Since AArch64 has an extra enable bit (D for debug exceptions)
which isn't visible in AArch32, this means we need to keep
the enables in env->pstate. (This is also consistent with the
general approach we're taking that we handle 32 bit CPUs as
being like AArch64/ARMv8 CPUs but which only run in 32 bit mode.)
Signed-off-by: Peter Maydell <peter.maydell@linaro.org>
Reviewed-by: Peter Crosthwaite <peter.crosthwaite@xilinx.com>
Define a dummy version of the AArch64 OSLAR_EL1 system register
which just ignores writes. Linux will always write to this (it
is the OS lock used for debugging), but we don't support debug.
Signed-off-by: Peter Maydell <peter.maydell@linaro.org>
Reviewed-by: Peter Crosthwaite <peter.crosthwaite@xilinx.com>
In AArch64 the breakpoint and watchpoint registers are mandatory, so the
kernel always accesses them on bootup. Implement dummy versions, which
read as written but have no actual effect.

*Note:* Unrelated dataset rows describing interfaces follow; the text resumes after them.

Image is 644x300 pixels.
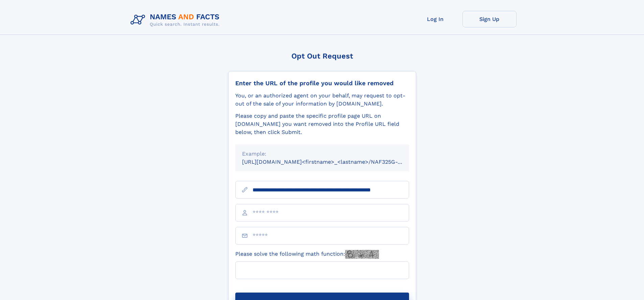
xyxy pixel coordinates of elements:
[463,11,516,27] a: Sign Up
[235,92,409,108] div: You, or an authorized agent on your behalf, may request to opt-out of the sale of your informatio...
[228,52,416,60] div: Opt Out Request
[242,159,422,165] small: [URL][DOMAIN_NAME]<firstname>_<lastname>/NAF325G-xxxxxxxx
[235,112,409,136] div: Please copy and paste the specific profile page URL on [DOMAIN_NAME] you want removed into the Pr...
[235,250,379,259] label: Please solve the following math function:
[128,11,225,29] img: Logo Names and Facts
[235,80,409,87] div: Enter the URL of the profile you would like removed
[408,11,463,27] a: Log In
[242,150,402,158] div: Example:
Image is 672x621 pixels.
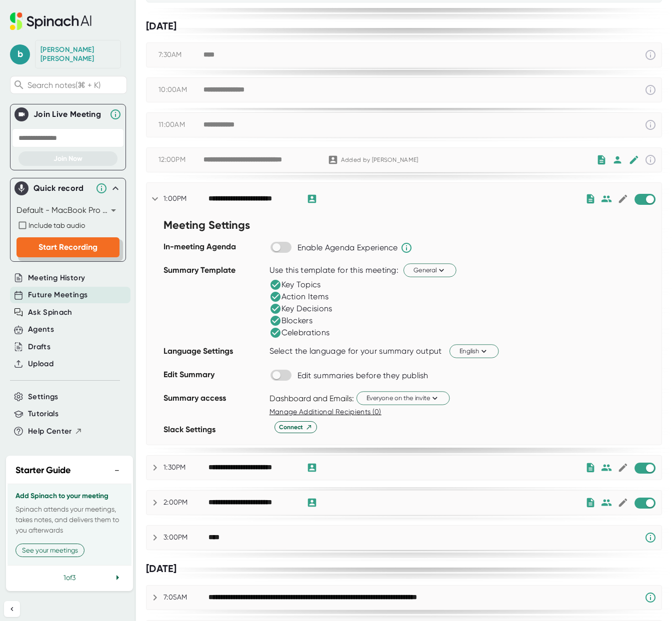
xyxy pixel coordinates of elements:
[279,423,313,432] span: Connect
[40,46,115,63] div: Brooke Epstein
[270,315,313,327] div: Blockers
[644,592,656,603] svg: Spinach requires a video conference link.
[28,358,53,370] button: Upload
[164,593,208,602] div: 7:05AM
[270,346,442,356] div: Select the language for your summary output
[270,265,399,275] div: Use this template for this meeting:
[159,121,204,129] div: 11:00AM
[16,109,26,119] img: Join Live Meeting
[16,203,119,218] div: Default - MacBook Pro Microphone (Built-in)
[111,463,124,478] button: −
[164,421,265,445] div: Slack Settings
[146,20,662,33] div: [DATE]
[15,104,122,124] div: Join Live MeetingJoin Live Meeting
[366,393,440,403] span: Everyone on the invite
[33,109,104,119] div: Join Live Meeting
[356,392,450,405] button: Everyone on the invite
[164,533,208,543] div: 3:00PM
[164,215,265,238] div: Meeting Settings
[16,238,119,258] button: Start Recording
[38,242,98,252] span: Start Recording
[63,574,76,582] span: 1 of 3
[275,421,317,433] button: Connect
[15,179,122,198] div: Quick record
[28,392,58,403] button: Settings
[16,544,84,557] button: See your meetings
[28,341,50,353] button: Drafts
[164,238,265,262] div: In-meeting Agenda
[33,184,90,194] div: Quick record
[164,498,208,507] div: 2:00PM
[644,84,656,96] svg: This event has already passed
[644,49,656,61] svg: This event has already passed
[644,532,656,544] svg: Spinach requires a video conference link.
[28,80,124,90] span: Search notes (⌘ + K)
[28,290,88,301] button: Future Meetings
[270,407,382,416] span: Manage Additional Recipients (0)
[270,407,382,417] button: Manage Additional Recipients (0)
[270,327,330,339] div: Celebrations
[18,152,118,166] button: Join Now
[159,85,204,94] div: 10:00AM
[164,463,208,472] div: 1:30PM
[159,155,204,164] div: 12:00PM
[28,426,72,437] span: Help Center
[297,371,428,381] div: Edit summaries before they publish
[644,119,656,131] svg: This event has already passed
[270,279,321,291] div: Key Topics
[164,366,265,390] div: Edit Summary
[16,464,70,477] h2: Starter Guide
[450,344,498,358] button: English
[341,156,418,164] div: Added by [PERSON_NAME]
[460,346,488,356] span: English
[164,390,265,421] div: Summary access
[164,262,265,343] div: Summary Template
[413,265,447,275] span: General
[146,563,662,575] div: [DATE]
[28,221,85,229] span: Include tab audio
[4,601,20,617] button: Collapse sidebar
[28,426,83,437] button: Help Center
[270,394,354,403] div: Dashboard and Emails:
[28,324,54,335] button: Agents
[53,154,83,163] span: Join Now
[164,343,265,366] div: Language Settings
[403,263,457,277] button: General
[28,408,58,420] button: Tutorials
[164,194,208,204] div: 1:00PM
[297,243,397,253] div: Enable Agenda Experience
[400,242,412,254] svg: Spinach will help run the agenda and keep track of time
[270,303,332,315] div: Key Decisions
[10,44,30,64] span: b
[644,154,656,166] svg: This event has already passed
[16,492,124,500] h3: Add Spinach to your meeting
[16,504,124,536] p: Spinach attends your meetings, takes notes, and delivers them to you afterwards
[159,50,204,59] div: 7:30AM
[270,291,329,303] div: Action Items
[28,272,85,284] button: Meeting History
[28,307,73,318] button: Ask Spinach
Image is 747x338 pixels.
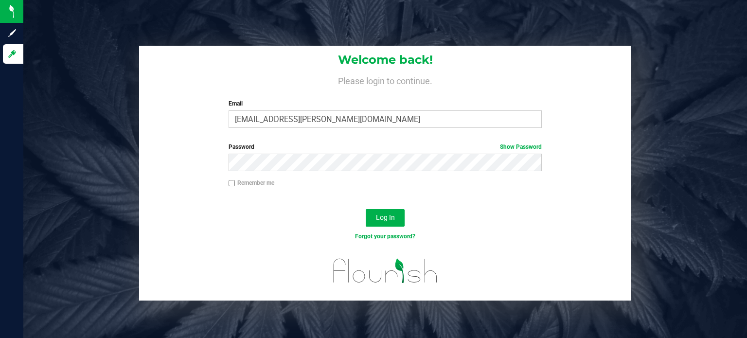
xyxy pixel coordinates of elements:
[376,213,395,221] span: Log In
[139,53,631,66] h1: Welcome back!
[7,49,17,59] inline-svg: Log in
[228,180,235,187] input: Remember me
[7,28,17,38] inline-svg: Sign up
[228,178,274,187] label: Remember me
[355,233,415,240] a: Forgot your password?
[139,74,631,86] h4: Please login to continue.
[228,99,542,108] label: Email
[228,143,254,150] span: Password
[366,209,404,227] button: Log In
[324,251,447,290] img: flourish_logo.svg
[500,143,542,150] a: Show Password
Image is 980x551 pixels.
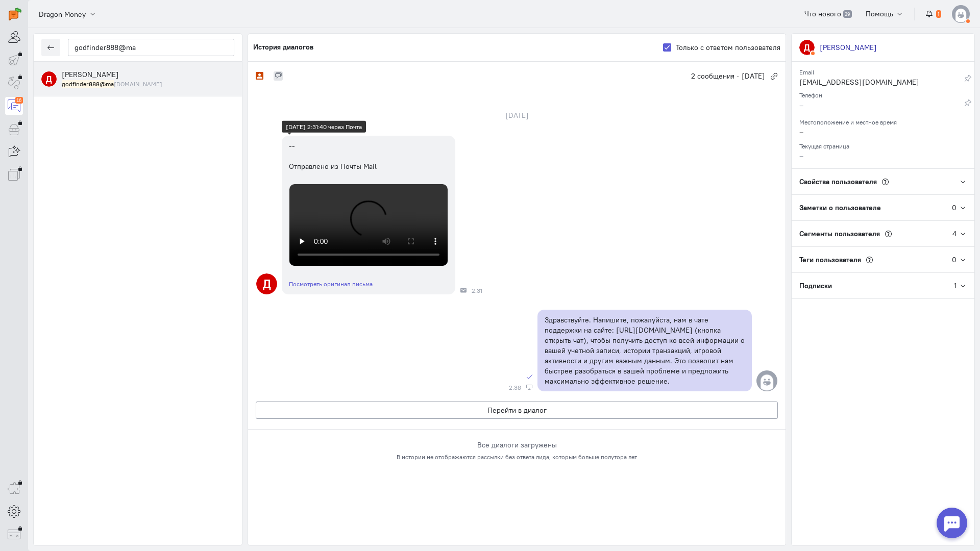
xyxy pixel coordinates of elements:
small: Email [800,66,814,76]
span: 2:31 [471,288,482,295]
div: [DATE] 2:31:40 через Почта [286,122,362,131]
div: 1 [955,280,956,291]
div: [EMAIL_ADDRESS][DOMAIN_NAME] [800,77,965,90]
button: Помощь [861,5,910,23]
span: – [800,151,804,160]
label: Только с ответом пользователя [676,43,781,52]
span: Дмитрий Полозов [62,70,119,79]
div: [PERSON_NAME] [820,43,877,52]
span: Теги пользователя [800,255,861,264]
span: Dragon Money [39,9,86,19]
div: Местоположение и местное время [800,116,967,127]
div: Веб-панель [527,385,533,391]
div: – [800,100,965,113]
text: Д [46,73,52,84]
button: Dragon Money [33,5,102,23]
p: Здравствуйте. Напишите, пожалуйста, нам в чате поддержки на сайте: [URL][DOMAIN_NAME] (кнопка отк... [545,315,745,386]
img: carrot-quest.svg [9,7,22,21]
div: В истории не отображаются рассылки без ответа лида, которым больше полутора лет [256,453,778,461]
span: 2 сообщения [691,71,735,81]
div: Все диалоги загружены [256,440,778,451]
span: Сегменты пользователя [800,229,880,239]
span: 2:38 [509,385,521,392]
div: Заметки о пользователе [792,195,952,221]
span: · [737,71,739,81]
div: -- Отправлено из Почты Mail [289,141,448,172]
text: Д [804,42,811,52]
div: 0 [952,203,956,213]
div: [DATE] [494,109,540,122]
div: 4 [953,229,956,239]
span: 1 [937,10,942,18]
span: [DATE] [742,71,766,81]
a: 16 [5,97,23,115]
button: Перейти в диалог [256,402,778,419]
span: Свойства пользователя [800,177,877,186]
div: Почта [461,288,467,293]
small: godfinder888@mail.ru [62,80,162,89]
small: Телефон [800,89,823,99]
div: 16 [15,97,23,104]
button: 1 [920,5,947,23]
text: Д [263,277,271,291]
div: 0 [952,255,956,265]
img: default-v4.png [952,5,970,23]
div: Текущая страница [800,139,967,150]
a: Что нового 39 [799,5,858,23]
input: Поиск по имени, почте, телефону [68,39,234,56]
div: Подписки [792,273,955,299]
span: Помощь [866,9,893,18]
a: Посмотреть оригинал письма [289,280,373,288]
span: Что нового [804,9,842,18]
mark: godfinder888@ma [62,81,114,88]
span: 39 [843,10,852,18]
span: – [800,128,804,137]
h5: История диалогов [253,43,313,51]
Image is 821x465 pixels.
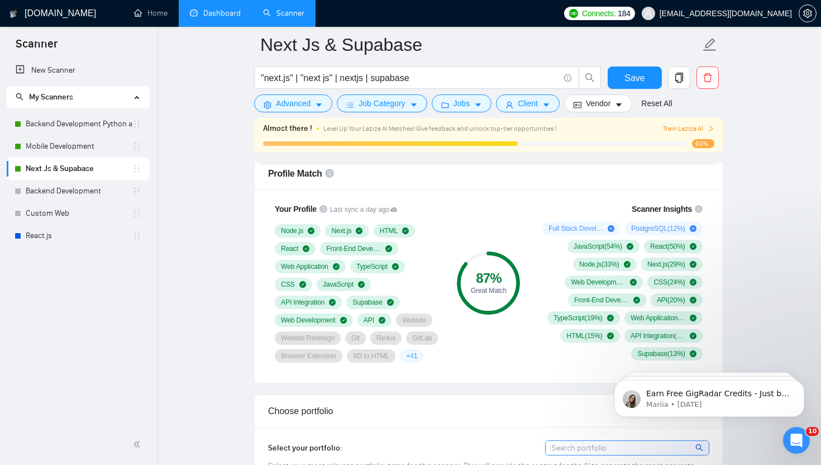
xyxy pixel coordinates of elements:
button: barsJob Categorycaret-down [337,94,427,112]
span: Save [624,71,645,85]
span: Next.js ( 29 %) [647,260,685,269]
span: Job Category [359,97,405,109]
span: Web Development [281,316,336,324]
span: check-circle [690,314,696,321]
span: Node.js ( 33 %) [579,260,619,269]
span: right [708,125,714,132]
span: GitLab [412,333,432,342]
span: API ( 20 %) [657,295,685,304]
span: check-circle [627,243,633,250]
a: dashboardDashboard [190,8,241,18]
a: searchScanner [263,8,304,18]
div: Choose portfolio [268,395,709,427]
span: check-circle [690,297,696,303]
span: Web Development ( 26 %) [571,278,626,287]
span: Web Application [281,262,328,271]
span: Supabase [352,298,383,307]
span: check-circle [402,227,409,234]
button: idcardVendorcaret-down [564,94,632,112]
span: caret-down [410,101,418,109]
span: check-circle [690,279,696,285]
span: edit [703,37,717,52]
span: check-circle [624,261,631,268]
li: React.js [7,225,149,247]
span: plus-circle [608,225,614,232]
span: Almost there ! [263,122,312,135]
span: holder [132,231,141,240]
input: Search portfolio [546,441,709,455]
span: Client [518,97,538,109]
span: Vendor [586,97,610,109]
span: check-circle [299,281,306,288]
li: Backend Development Python and Go [7,113,149,135]
span: check-circle [387,299,394,305]
span: double-left [133,438,144,450]
span: setting [799,9,816,18]
div: Great Match [457,287,520,294]
li: Next Js & Supabase [7,157,149,180]
button: Save [608,66,662,89]
span: check-circle [340,317,347,323]
li: Mobile Development [7,135,149,157]
span: delete [697,73,718,83]
a: Backend Development Python and Go [26,113,132,135]
button: setting [799,4,817,22]
a: React.js [26,225,132,247]
span: holder [132,187,141,195]
span: search [16,93,23,101]
a: Custom Web [26,202,132,225]
span: info-circle [325,169,334,178]
span: TypeScript ( 19 %) [553,313,603,322]
span: check-circle [690,350,696,357]
span: check-circle [392,263,399,270]
span: Next.js [331,226,351,235]
span: holder [132,164,141,173]
span: search [695,441,705,454]
span: caret-down [474,101,482,109]
span: user [645,9,652,17]
span: Full Stack Development ( 68 %) [548,224,603,233]
span: Advanced [276,97,311,109]
span: info-circle [319,205,327,213]
span: check-circle [308,227,314,234]
span: Website [402,316,426,324]
span: holder [132,120,141,128]
span: check-circle [358,281,365,288]
a: Next Js & Supabase [26,157,132,180]
span: check-circle [630,279,637,285]
span: TypeScript [356,262,388,271]
a: Mobile Development [26,135,132,157]
div: 87 % [457,271,520,285]
iframe: Intercom notifications message [598,356,821,435]
span: user [505,101,513,109]
span: Front-End Development ( 22 %) [574,295,629,304]
span: check-circle [607,314,614,321]
span: PostgreSQL ( 12 %) [631,224,685,233]
img: logo [9,5,17,23]
span: folder [441,101,449,109]
span: check-circle [690,261,696,268]
button: Train Laziza AI [663,123,714,134]
span: API Integration [281,298,324,307]
span: Scanner [7,36,66,59]
span: caret-down [542,101,550,109]
button: folderJobscaret-down [432,94,492,112]
span: Last sync a day ago [330,204,397,215]
span: Scanner Insights [632,205,692,213]
span: My Scanners [29,92,73,102]
span: Connects: [582,7,615,20]
span: check-circle [329,299,336,305]
li: Backend Development [7,180,149,202]
span: caret-down [315,101,323,109]
span: info-circle [564,74,571,82]
span: JavaScript [323,280,354,289]
span: API Integration ( 13 %) [631,331,685,340]
span: React [281,244,298,253]
span: check-circle [379,317,385,323]
a: New Scanner [16,59,140,82]
span: + 41 [406,351,417,360]
button: userClientcaret-down [496,94,560,112]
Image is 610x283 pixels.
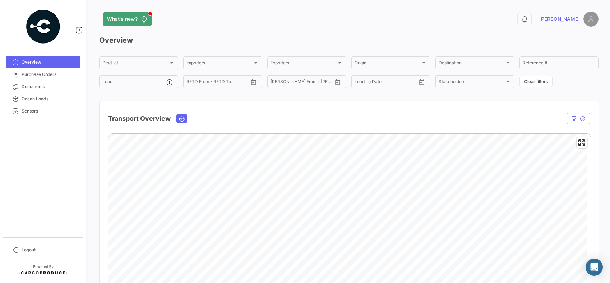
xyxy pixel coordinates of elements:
input: From [271,80,281,85]
img: placeholder-user.png [583,11,599,27]
span: Exporters [271,61,337,66]
span: Purchase Orders [22,71,78,78]
button: Open calendar [416,77,427,87]
button: Open calendar [248,77,259,87]
span: Sensors [22,108,78,114]
input: To [370,80,399,85]
input: To [202,80,231,85]
input: From [355,80,365,85]
a: Documents [6,80,80,93]
div: Abrir Intercom Messenger [586,258,603,276]
a: Ocean Loads [6,93,80,105]
span: Importers [186,61,253,66]
span: Origin [355,61,421,66]
button: Clear filters [520,75,553,87]
span: Overview [22,59,78,65]
span: [PERSON_NAME] [539,15,580,23]
a: Overview [6,56,80,68]
span: What's new? [107,15,138,23]
button: Enter fullscreen [577,137,587,148]
span: Destination [439,61,505,66]
span: Documents [22,83,78,90]
button: Ocean [177,114,187,123]
input: To [286,80,315,85]
span: Ocean Loads [22,96,78,102]
h4: Transport Overview [108,114,171,124]
span: Logout [22,246,78,253]
a: Purchase Orders [6,68,80,80]
button: Open calendar [332,77,343,87]
img: powered-by.png [25,9,61,45]
input: From [186,80,197,85]
a: Sensors [6,105,80,117]
span: Stakeholders [439,80,505,85]
span: Product [102,61,169,66]
h3: Overview [99,35,599,45]
button: What's new? [103,12,152,26]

Signed-off-by: Peter Maydell <peter.maydell@linaro.org>
Reviewed-by: Peter Crosthwaite <peter.crosthwaite@xilinx.com>
Implement the AArch64-specific ID and feature registers. Although
many of these are currently not used by the architecture (and so
always zero for all implementations), we define the full set of
fields in the ARMCPU struct for symmetry.